Greg Brown replied on Tue, 2009/06/30 - 7:37am
in response to:
Dominique De Vito
Why not just use Pivot? :-)
Greg
Dominique De Vito replied on Tue, 2009/06/30 - 3:16pm
in response to:
Greg Brown
There are some cases where I need to develop quite a similar app for 2 different targets : RIA and web-only deployment. I am looking for doing so using somewhat a common code base. Unfortunately, AFAIK, Pivot can't match that specific goal.
Dominique
Greg Brown replied on Wed, 2009/07/01 - 10:13am
in response to:
Dominique De Vito
Andrei Vishnevsky replied on Wed, 2009/07/01 - 2:01pm
I have slightly reviewed GWT (it was more than one year ago, but more or less actual today): GWT Quick View
Platform that works basing on Java2D already exists. It works everywhere: PDA, PCs, Smart Phone, old Java 1.1 or the latest Java 1.6 it doesn't matter. It is can be easily adapted to be run on Android, Eclipse or .NET environment. See Gravity
dee wang replied on Thu, 2009/07/02 - 1:16am
---------------
Ed Hardy UKgtsqqq
John Jonny replied on Thu, 2009/07/02 - 3:43am
Axel Rauschmayer replied on Thu, 2009/07/02 - 6:36am
in response to:
Andrei Vishnevsky
Andrei Vishnevsky replied on Thu, 2009/07/02 - 7:32am
Thank you. I have just read it. At least we have several common points regarding WEB development :) But what I cannot accept is the word combination: "WEB Application". WEB is supposed to be used to represent linked information, that is all. It has never been designed for application development. I have collected my thoughts in the article you can find following the link below:
WEB as antique value of our fathers
Axel Rauschmayer replied on Sat, 2009/07/04 - 9:49am
in response to:
Andrei Vishnevsky
Don't forget that the server side is part of a web application, too. Then the client side works as an interface to web services (or a web-service-like API). The server does the heavy lifting, the client is just a thin presentation layer. Quite useful for some scenarios.

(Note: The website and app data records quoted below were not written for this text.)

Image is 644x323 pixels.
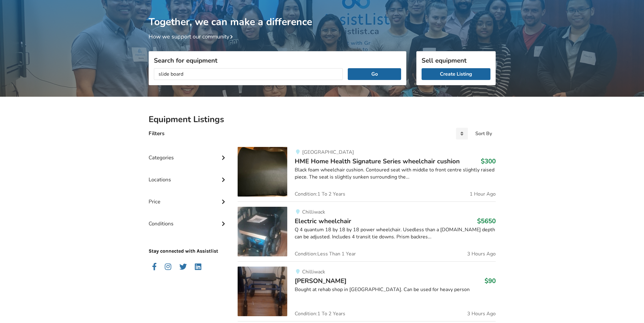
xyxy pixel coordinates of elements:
[295,311,345,316] span: Condition: 1 To 2 Years
[475,131,492,136] div: Sort By
[295,252,355,256] span: Condition: Less Than 1 Year
[422,68,490,80] a: Create Listing
[148,33,236,40] a: How we support our community
[148,164,228,186] div: Locations
[295,286,496,293] div: Bought at rehab shop in [GEOGRAPHIC_DATA]. Can be used for heavy person
[302,209,325,215] span: Chilliwack
[302,149,354,155] span: [GEOGRAPHIC_DATA]
[302,269,325,275] span: Chilliwack
[422,56,490,64] h3: Sell equipment
[154,56,401,64] h3: Search for equipment
[295,277,347,285] span: [PERSON_NAME]
[238,147,496,202] a: mobility-hme home health signature series wheelchair cushion[GEOGRAPHIC_DATA]HME Home Health Sign...
[148,114,496,125] h2: Equipment Listings
[295,166,496,180] div: Black foam wheelchair cushion. Contoured seat with middle to front centre slightly raised piece. ...
[238,202,496,261] a: mobility-electric wheelchair ChilliwackElectric wheelchair$5650Q 4 quantum 18 by 18 by 18 power w...
[467,252,496,256] span: 3 Hours Ago
[477,217,496,225] h3: $5650
[347,68,401,80] button: Go
[154,68,343,80] input: I am looking for...
[238,207,288,256] img: mobility-electric wheelchair
[295,157,460,165] span: HME Home Health Signature Series wheelchair cushion
[238,261,496,321] a: mobility-walker Chilliwack[PERSON_NAME]$90Bought at rehab shop in [GEOGRAPHIC_DATA]. Can be used ...
[238,147,288,196] img: mobility-hme home health signature series wheelchair cushion
[484,277,496,285] h3: $90
[148,208,228,230] div: Conditions
[148,142,228,164] div: Categories
[467,311,496,316] span: 3 Hours Ago
[148,186,228,208] div: Price
[295,192,345,196] span: Condition: 1 To 2 Years
[470,192,496,196] span: 1 Hour Ago
[148,129,164,137] h4: Filters
[148,230,228,254] p: Stay connected with Assistlist
[295,217,351,225] span: Electric wheelchair
[481,157,496,165] h3: $300
[295,226,496,240] div: Q 4 quantum 18 by 18 by 18 power wheelchair. Usedless than a [DOMAIN_NAME] depth can be adjusted....
[238,267,288,316] img: mobility-walker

I agree with the criticisms in your blog article, but the nice thing about GWT is that it abstracts everything enough so that one's code is fairly future-proof. Thus, one can let Google worry about keeping up with browser technologies. HTML 5 is already adding new widgets and while I was ready to hate the HTML DOM, I now really like it. Some aspects of CSS are weird, but it enables an interesting style of declarative GUI programming: By just changing attributes such as the class of an element, a whole lot of changes can be triggered. Check out jQuery to find out more.
I think one can loosely compare Ajax's success with Java's: Both didn't do anything new, were initially quite flawed, but somehow hit a sweet spot that made people use them. That is, people saw the potential and not the flaws. With Ajax, the story isn't finished, yet, but things look promising.